Users who tested the model’s handling of long-context report promising results. In one experiment, R1-0528 received a large document to which it was asked detailed questions. The model showed much higher accuracy when retrieving and using data within a context of 32K tokens compared to its previous R1 version. At very large contexts (e.g. Its accuracy declined with 60K tokens, but its performance in 32K contexts saw a noticeable boost. This shows that the new model is able to provide reliable answers for most practical purposes, such as tens of thousands words of reference material. The prior model may have struggled. The written output of R1-0528 has also been noted by testers as being more grounded. An idiosyncrasy that existed in earlier versions where the model would insert bizarre “quantum physics” references into unrelated texts, appears to be fixed. Writing tasks now read much more naturally, with a style that is appropriate and less random, which will be a relief for users who use it to draft content.
Low Key Release, Future Plans, Context
This release demonstrates DeepSeek’s characteristically low profile approach to development. The new model, released under an open-source MIT licence with little fanfare and official documentation – there was no formal press release at first or a detailed model card – was made available to Hugging Face without any official documentation or fanfare. The company instead hinted at the new update in a community forum and let word-of-mouth spread among developers. DeepSeek has used this “stealth” launch strategy before. In March 2025, the company quietly uploaded an updated DeepSeek V3-0324 model on Hugging Face. This model introduced some of R1’s reinforcement learning techniques to the V3 series in order to improve its reasoning. In both cases, users and independent testers quickly dissected and shared the new models, while DeepSeek remained mostly quiet publicly. One overseas observer called this style “DeepSeek’s consistently low-key manner”.

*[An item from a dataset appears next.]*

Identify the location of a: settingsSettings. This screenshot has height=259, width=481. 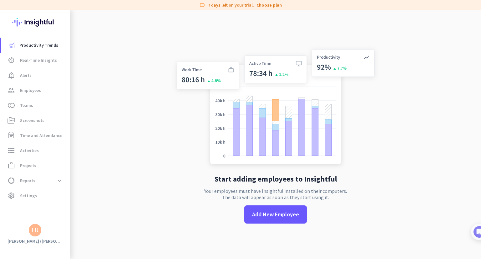
(36, 195).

It is interesting that DeepSeek chose not to call this powerful new model “R2” but rather an incremental R1 upgrade. This has led to speculation regarding the company’s versioning policy. Industry insiders believe that because the core architecture was not completely overhauled, the team chose not to declare the model a full R2 version – possibly reserving “R2” for a future release with more fundamental changes. Some believe the R1-0528 is what an R2 should have been, but was pushed out as R1 due to pressures from competitors and expectations management. “If this is the R1, how good will the R2 be?” quipped an amazed user, reflecting the excitement in the community. DeepSeek is yet to announce a timeline or provide any details about an R2 model, leaving AI enthusiasts in suspense as they wait for the company’s next move.

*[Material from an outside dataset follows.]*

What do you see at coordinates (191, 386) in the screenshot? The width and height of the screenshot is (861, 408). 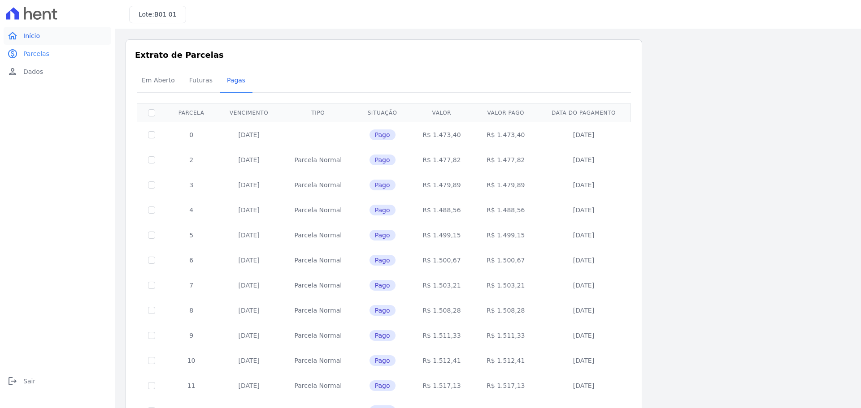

DeepSeek-R1-0528 is now freely available, allowing developers to experiment with one the most advanced large language models open-source has ever produced. Its ability (and in some instances, approach or exceed) the outputs from top-tier proprietary models such as OpenAI’s and Anthropic marks a significant milestone in the AI landscape. This release not only shows the rapid progress made by China’s AI startups within the open-source domain but also raises expectations for future models, including DeepSeek R2. DeepSeek’s low key but high impact strategy is worth watching as the race between open and closed AI heats up. R1-0528 is likely to spark more innovation and collaboration within the global AI community.